The decision is the correct course of action against someone who has committed and continues to commit crimes against humanity, said Bishkek resident Tolekan Ismailova, a human rights activist and member of the International Federation for Human Rights (FIDH).

"Putin has shown his face as an aggressor and should be held accountable for everything he has done," Ismailova told Caravanserai.

Bishkek activist Syimyk Kolbayev said he worries about the Kyrgyz government's ongoing co-operation with Moscow.

"Kyrgyzstan is now maintaining official ties with an internationally recognised criminal," he said.

"Won't that backfire on us?"

'Wanted: Dead or Alive'

While neighbouring Kazakhstan is not an ICC member, some citizens are hoping their nation will join the body.

Whether Russia recognises the Hague court's recent ruling is immaterial, since the perpetrators will be held accountable sooner or later, said Azamat Maitanov, a journalist and former editor-in-chief of Ak Zhaiyk, an Atyrau newspaper.

"Those who continued to maintain close relations with Putin amid the invasion of Ukraine are now thinking hard [about their decision], because they could be recognised as allies of a war criminal," Maitanov told Caravanserai.

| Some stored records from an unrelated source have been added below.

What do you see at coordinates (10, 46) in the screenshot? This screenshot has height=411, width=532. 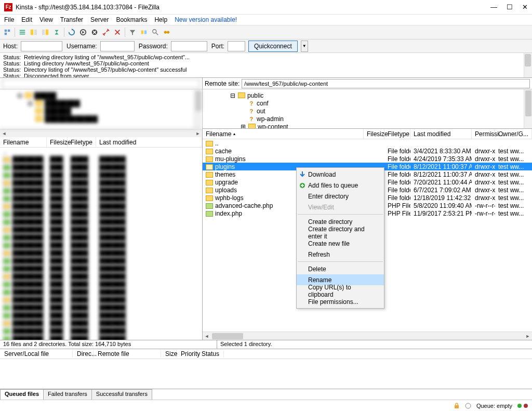 I see `host-label: Host:` at bounding box center [10, 46].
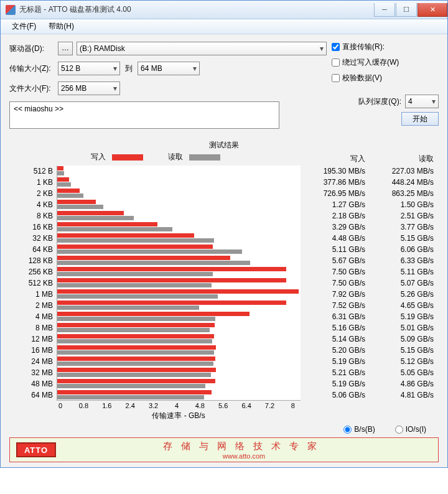  I want to click on close-button: ✕, so click(432, 10).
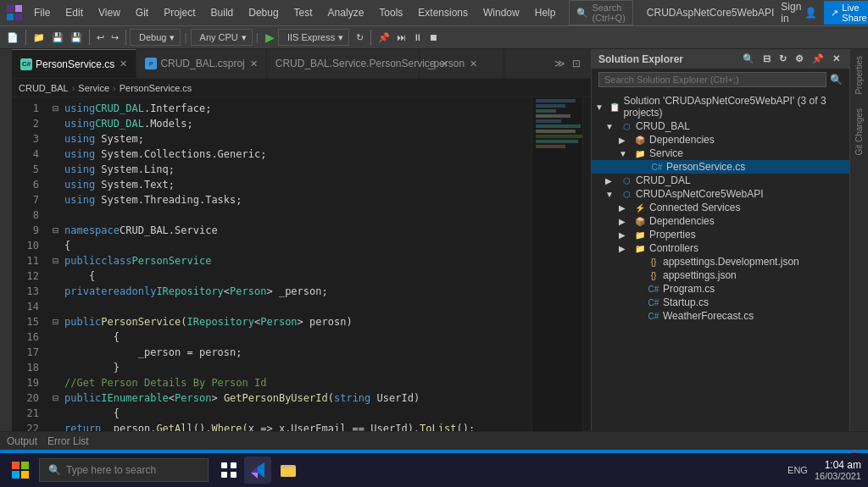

Almaty resident Miras Nurmukhanbetov, editor of the YouTube news channel Elmedia, agreed. Kazakh President Kassym-Jomart Tokayev should cut ties with a person suspected of organising war crimes against children, he said.

"Imagine, you know with certainty that so-and-so is wanted by the cops, but you meet with him ... As it happens, experts have already predicted that Putin may now become an 'international outcast'," Nurmukhanbetov wrote on Facebook.

Kazakh social networks have also recently seen an upsurge of jokes about Putin, including one in which Wagner Group mercenary army chief Yevgeny Prigozhin, an ex-convict, gives a book to the Russian president about how to adapt to prison life.

Mentions of Putin should now include the phrase "Wanted by the International Criminal Court", Facebook user Igor Cheremnykh wrote.

His post included an image in which the Russian president is depicted on a Wild West poster with the caption: "Wanted: Dead or Alive".

One internet meme depicts a frightened Belarusian President Alyaksandr Lukashenka wiping sweat from his forehead, with the caption "That feeling that this won't be the last warrant."

Do you like this article?

1 Comment(s)

Comment Policy * Denotes Required Field 1500 / 1500

The world won't be the same after Ukraine's victory. The times of dictators are almost over. Putin's puppets in Central Asia will end up like Yanukovich.